Gloomy Time Poster

Gloomy Time 1994

★ 4.01 votes14 min📅 1994-07-05

Vladimir Kobrin's *Gloomy Time (1994)* captures the raw, unfiltered chill of Russian cinema's existential crisis a century after its birth.

Director: Vladimir Kobrin

Frequently Asked Questions

What is Gloomy Time (1994) about?

*Gloomy Time* documents the creeping despair of Russian cinema in the early 1990s, blending Kobrin's personal struggles with the collapse of traditional filmmaking. Filmed in his own home, the short captures the tension between fading artistic ideals and the harsh realities of survival in a shifting cultural landscape.

Who directed Gloomy Time?

Vladimir Kobrin directed *Gloomy Time (1994)*, creating a deeply personal work that reflects his own studio's struggles during the Russian cinema crisis.

Who stars in Gloomy Time?

Director information is not available.

Is Gloomy Time (1994) worth watching?

Though obscure, *Gloomy Time* offers a fascinating glimpse into a pivotal moment for Russian cinema. Its experimental style and themes of artistic decay make it compelling for fans of avant-garde or historical filmmaking, even if it's more niche than mainstream.

How long is Gloomy Time?

The runtime is 14 minutes.

About Gloomy Time (1994) — A raw snapshot of Soviet cinema's final gasp

Vladimir Kobrin's *Gloomy Time (1994)* captures the raw, unfiltered chill of Russian cinema's existential crisis a century after its birth. Shot in hypnotic time-lapse, the 14-minute short documentary feels like a fever dream of collapsing studios, cramped apartments doubling as editing suites, and families navigating penniless uncertainty. Kobrin turns his own life into a cinematic mirror—children, kitchen clatter, and the hum of computers merging into a visual symphony of creative decay. The film pulses with the tension of a medium grappling with irrelevance, blending personal chaos with the broader turmoil of post-Soviet artistic upheaval.

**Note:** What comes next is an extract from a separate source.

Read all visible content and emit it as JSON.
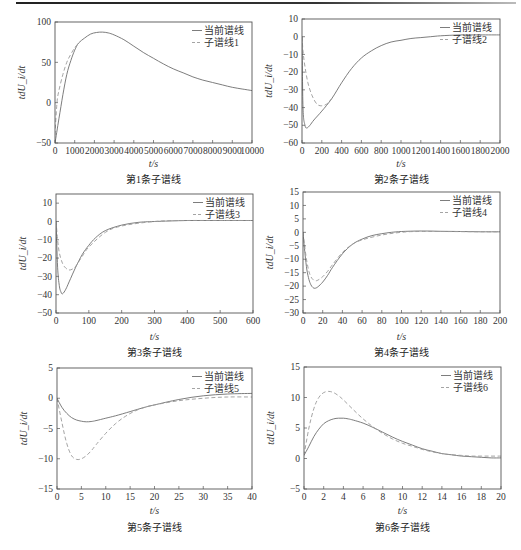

This isn't just a film about decline; it's a time capsule of defiance. Using his Moscow flat as a microcosm, Kobrin stitches together the mundane and the monumental—guests arriving, projects stalling, the clatter of a household morphing into a metaphor for cinema itself gasping for air. The result is a quietly devastating portrait of an era where old orders dissolve, and the future feels like a question mark scribbled in pencil.